GDP Falls Steeply By 1.5%
With today’s figures indicating that the Gross Domestic Product fell by 1.5% over the last three months coupled with the previous quarter’s drop of 0.6% meant that the UK is finally officially in recession after two quarters of negative growth.
Here is the breakdown
- Construction output – down by 1.1 per cent
- Total production output – down by 3.9 per cent
- Manufacturing output – down 4.6 per cent compared with a 1.6 per cent decrease in the previous quarter.
- Mining and quarrying – down1.6 per cent
- Electricity, gas and water output – down 0.2 per cent
- Services output – down 1.0 per cent
- Distribution, hotels and restaurants : down 2.4 per cent,
- Transport, storage and communication : down 2.0 per cent
- Business services and finance : down 0.5 per cent
- Government and other services output : down 0.5 per cent,
- Agriculture, forestry and fishing output : up 0.1 per cent
It is difficult to see anything trending back up in the near term except perhaps government output as public spending is increased. Inevitably the private sector is going to suffer most contraction in trying to survive the credit crunch.
Economists do not expect recovery to start until 2010
Most economists expect the recession to last a further year at least, as it will take some time for the government’s measures to take effect.
Graeme Leach, chief economist at the Institute of Directors
We are well into the financial crisis but the economic crisis is only just beginning.
John Cridland, CBI Deputy Director-General
Looking ahead, we hope the impact of interest rate cuts, falling inflation, the fiscal stimulus and the Government’s recent measures to kick-start lending will have a stabilising effect later this year.
David Kern, chief economist at the British Chambers of Commerce
While the short-term outlook is dire, it is important not to drift into excessive despondency. The Government and MPC still have important weapons at their disposal, which they will undoubtedly deploy. The huge stimulus package that the new Obama administration plans to introduce could have beneficial global consequences.
So there is a view that the government is doing the right things to mitigate the length and depth of the recession.
Gordon Brown Needs To Apologise
The best that Gordon Brown can hope for, is to persuade us in 2010, that his good financial management meant we only had a recession whereas under a Conservative Government it would have been a depression. It is a hard sell and unlikely to work. Unless of course, he fesses up to having made some mistakes with public spending and apologises for that ridiculous ‘We will not return to the old boom and bust’ statement on 21st March 2007.
The other thing he could do is reach out to the Conservatives (Cameron and Clarke) and the Liberal Democrats (Clegg and Cable) to get cross party support for decisions that will impact the country for next three or four parliaments. Obama is doing likewise with the Republicans in the USA. Brown should follow his lead.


§ Task objective:
Read the records below and copy each line that contains "annotation".

[Collection entries]
▬▬▬▬▬▬▬▬▬▬

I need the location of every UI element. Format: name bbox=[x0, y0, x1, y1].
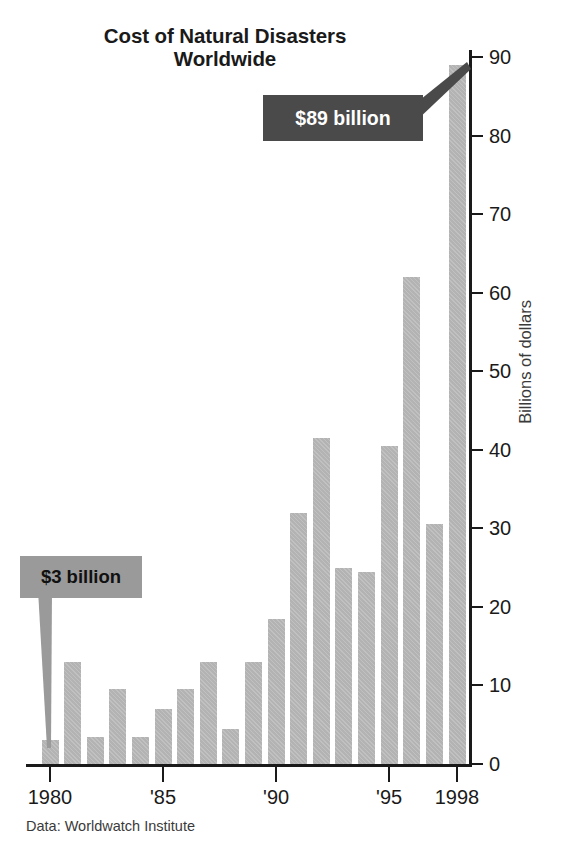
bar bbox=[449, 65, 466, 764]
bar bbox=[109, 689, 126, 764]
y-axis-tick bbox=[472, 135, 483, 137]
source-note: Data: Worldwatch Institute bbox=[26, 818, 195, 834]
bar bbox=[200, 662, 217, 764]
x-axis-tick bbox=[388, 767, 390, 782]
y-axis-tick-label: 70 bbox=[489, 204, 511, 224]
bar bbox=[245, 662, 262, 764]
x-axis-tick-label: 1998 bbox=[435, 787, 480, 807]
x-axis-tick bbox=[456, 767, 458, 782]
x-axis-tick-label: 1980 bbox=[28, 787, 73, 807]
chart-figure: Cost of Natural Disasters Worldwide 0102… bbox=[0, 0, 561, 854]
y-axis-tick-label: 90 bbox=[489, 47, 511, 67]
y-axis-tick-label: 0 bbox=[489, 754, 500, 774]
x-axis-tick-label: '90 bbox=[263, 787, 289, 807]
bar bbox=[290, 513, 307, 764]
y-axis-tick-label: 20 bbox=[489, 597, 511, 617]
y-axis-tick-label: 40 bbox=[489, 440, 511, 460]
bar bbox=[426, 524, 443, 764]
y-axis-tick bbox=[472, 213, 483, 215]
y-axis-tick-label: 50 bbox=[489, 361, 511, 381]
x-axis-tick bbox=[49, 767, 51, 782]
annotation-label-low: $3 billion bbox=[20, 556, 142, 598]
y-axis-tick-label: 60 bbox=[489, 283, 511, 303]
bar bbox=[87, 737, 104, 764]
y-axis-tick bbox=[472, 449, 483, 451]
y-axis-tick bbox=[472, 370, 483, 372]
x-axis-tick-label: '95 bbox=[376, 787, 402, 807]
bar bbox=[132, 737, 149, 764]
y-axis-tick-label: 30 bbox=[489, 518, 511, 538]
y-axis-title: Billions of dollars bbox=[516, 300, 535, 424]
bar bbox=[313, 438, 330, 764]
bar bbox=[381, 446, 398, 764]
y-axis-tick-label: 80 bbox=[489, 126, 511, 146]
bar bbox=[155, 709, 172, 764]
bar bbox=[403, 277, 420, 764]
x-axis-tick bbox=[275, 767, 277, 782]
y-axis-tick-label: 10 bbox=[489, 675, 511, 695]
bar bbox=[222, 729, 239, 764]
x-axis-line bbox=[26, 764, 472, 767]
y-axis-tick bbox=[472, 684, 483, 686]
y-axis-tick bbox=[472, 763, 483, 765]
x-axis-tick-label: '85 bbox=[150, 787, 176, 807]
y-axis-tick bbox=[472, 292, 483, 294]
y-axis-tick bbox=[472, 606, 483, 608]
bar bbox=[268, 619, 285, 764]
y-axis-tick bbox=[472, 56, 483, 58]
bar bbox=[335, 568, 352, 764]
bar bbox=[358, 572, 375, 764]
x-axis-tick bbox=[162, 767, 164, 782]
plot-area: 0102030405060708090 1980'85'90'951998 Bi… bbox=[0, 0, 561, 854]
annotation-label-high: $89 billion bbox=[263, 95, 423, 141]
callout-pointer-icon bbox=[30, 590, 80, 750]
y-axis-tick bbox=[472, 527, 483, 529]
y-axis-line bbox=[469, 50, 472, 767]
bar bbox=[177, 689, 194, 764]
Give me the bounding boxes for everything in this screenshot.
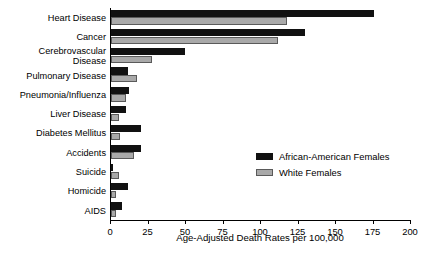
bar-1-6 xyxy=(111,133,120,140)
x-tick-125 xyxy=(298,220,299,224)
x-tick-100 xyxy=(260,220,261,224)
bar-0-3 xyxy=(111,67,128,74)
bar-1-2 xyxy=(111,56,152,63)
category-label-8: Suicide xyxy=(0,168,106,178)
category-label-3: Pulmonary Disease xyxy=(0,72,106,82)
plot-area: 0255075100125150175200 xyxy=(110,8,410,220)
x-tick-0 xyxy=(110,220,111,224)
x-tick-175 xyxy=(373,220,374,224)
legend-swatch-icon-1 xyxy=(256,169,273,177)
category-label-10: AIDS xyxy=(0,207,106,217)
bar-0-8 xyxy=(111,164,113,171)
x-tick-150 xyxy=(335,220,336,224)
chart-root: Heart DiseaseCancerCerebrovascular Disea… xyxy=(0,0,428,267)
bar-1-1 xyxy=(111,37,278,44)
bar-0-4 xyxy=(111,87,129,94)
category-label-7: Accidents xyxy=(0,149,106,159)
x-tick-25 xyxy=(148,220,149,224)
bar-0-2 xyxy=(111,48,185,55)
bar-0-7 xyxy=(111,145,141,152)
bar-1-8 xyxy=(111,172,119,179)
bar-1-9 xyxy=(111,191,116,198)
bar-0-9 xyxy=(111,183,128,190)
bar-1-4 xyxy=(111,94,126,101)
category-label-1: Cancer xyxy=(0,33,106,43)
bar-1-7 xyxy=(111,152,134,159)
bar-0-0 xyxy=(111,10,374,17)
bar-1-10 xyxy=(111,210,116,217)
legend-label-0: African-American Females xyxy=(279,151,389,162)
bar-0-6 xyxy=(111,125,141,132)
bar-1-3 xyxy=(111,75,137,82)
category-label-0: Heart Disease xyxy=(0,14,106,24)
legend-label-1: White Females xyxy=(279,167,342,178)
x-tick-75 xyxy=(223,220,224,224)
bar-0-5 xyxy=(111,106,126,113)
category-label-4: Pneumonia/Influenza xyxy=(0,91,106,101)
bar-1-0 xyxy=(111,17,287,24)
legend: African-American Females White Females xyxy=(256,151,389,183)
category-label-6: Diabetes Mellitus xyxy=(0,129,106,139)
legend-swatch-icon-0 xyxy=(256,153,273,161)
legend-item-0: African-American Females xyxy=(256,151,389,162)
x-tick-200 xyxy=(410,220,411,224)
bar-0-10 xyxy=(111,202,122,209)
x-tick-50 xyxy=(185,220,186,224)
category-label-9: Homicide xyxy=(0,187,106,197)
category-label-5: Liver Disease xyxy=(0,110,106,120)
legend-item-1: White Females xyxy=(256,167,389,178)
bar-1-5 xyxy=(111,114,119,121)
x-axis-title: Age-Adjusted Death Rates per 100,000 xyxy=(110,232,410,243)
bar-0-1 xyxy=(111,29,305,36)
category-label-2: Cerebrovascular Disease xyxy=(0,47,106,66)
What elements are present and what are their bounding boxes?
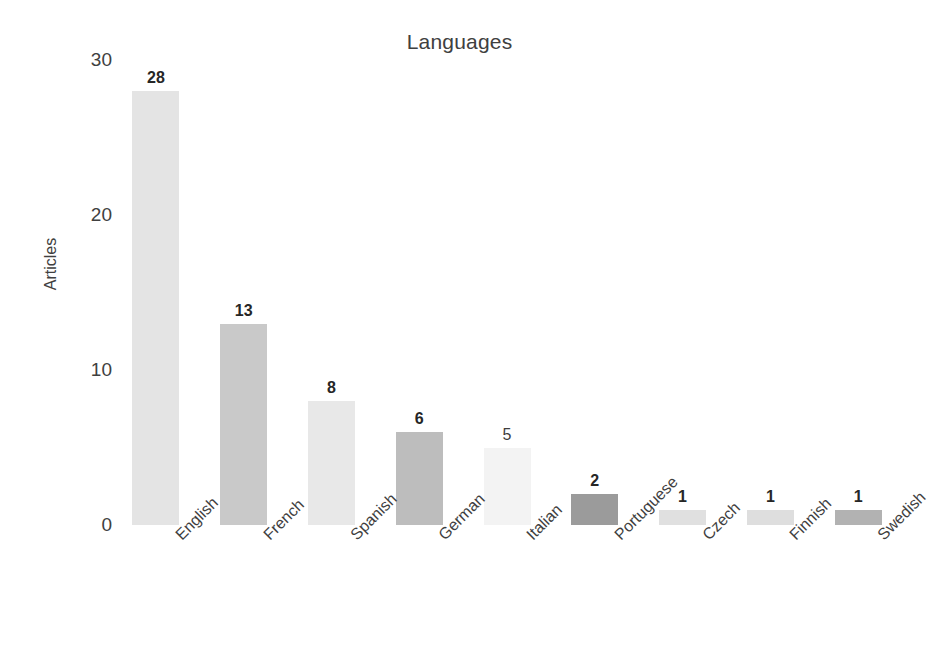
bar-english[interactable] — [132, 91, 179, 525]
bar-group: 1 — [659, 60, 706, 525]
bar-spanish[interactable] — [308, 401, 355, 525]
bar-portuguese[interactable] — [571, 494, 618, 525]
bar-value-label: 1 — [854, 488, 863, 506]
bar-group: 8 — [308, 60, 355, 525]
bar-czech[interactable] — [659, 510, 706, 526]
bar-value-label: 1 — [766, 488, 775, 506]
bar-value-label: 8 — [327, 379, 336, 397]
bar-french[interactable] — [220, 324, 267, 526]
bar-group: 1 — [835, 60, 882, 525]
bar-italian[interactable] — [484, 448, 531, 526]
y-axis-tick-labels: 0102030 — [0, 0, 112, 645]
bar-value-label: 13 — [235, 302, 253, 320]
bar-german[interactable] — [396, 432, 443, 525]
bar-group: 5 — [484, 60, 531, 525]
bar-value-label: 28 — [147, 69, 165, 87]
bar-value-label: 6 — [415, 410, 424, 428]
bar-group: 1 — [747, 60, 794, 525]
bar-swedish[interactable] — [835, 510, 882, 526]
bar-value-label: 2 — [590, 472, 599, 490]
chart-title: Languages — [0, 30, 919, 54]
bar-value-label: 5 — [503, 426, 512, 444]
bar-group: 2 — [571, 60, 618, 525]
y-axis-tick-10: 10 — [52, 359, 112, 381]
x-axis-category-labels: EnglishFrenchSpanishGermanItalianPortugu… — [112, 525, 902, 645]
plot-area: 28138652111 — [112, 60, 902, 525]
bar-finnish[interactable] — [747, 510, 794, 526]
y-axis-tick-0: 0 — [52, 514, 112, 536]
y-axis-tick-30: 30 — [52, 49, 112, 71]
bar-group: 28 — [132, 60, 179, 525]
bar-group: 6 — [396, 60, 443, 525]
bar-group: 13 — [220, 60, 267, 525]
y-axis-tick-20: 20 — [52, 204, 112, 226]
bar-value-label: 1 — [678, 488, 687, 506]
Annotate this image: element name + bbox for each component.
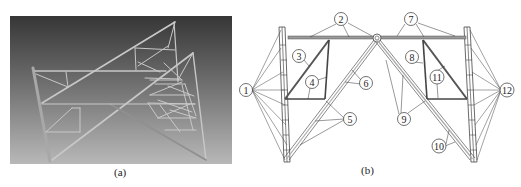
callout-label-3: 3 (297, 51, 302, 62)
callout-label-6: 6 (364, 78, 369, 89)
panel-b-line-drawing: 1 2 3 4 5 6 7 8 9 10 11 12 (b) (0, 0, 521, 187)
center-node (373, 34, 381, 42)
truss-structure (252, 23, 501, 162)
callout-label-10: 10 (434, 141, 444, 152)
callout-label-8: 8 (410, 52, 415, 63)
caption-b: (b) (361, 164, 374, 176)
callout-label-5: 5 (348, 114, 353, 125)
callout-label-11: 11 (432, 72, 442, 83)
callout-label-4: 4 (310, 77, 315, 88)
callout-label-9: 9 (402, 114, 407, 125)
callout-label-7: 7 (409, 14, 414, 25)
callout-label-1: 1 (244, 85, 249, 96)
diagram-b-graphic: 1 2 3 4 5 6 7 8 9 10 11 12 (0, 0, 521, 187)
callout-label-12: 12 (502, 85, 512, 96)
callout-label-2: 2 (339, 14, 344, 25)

▬▬▬▬▬▬▬▬▬▬

§ Solution for this exercise:
annotation-label-low: $3 billion bbox=[20, 556, 142, 598]
annotation-label-high: $89 billion bbox=[263, 95, 423, 141]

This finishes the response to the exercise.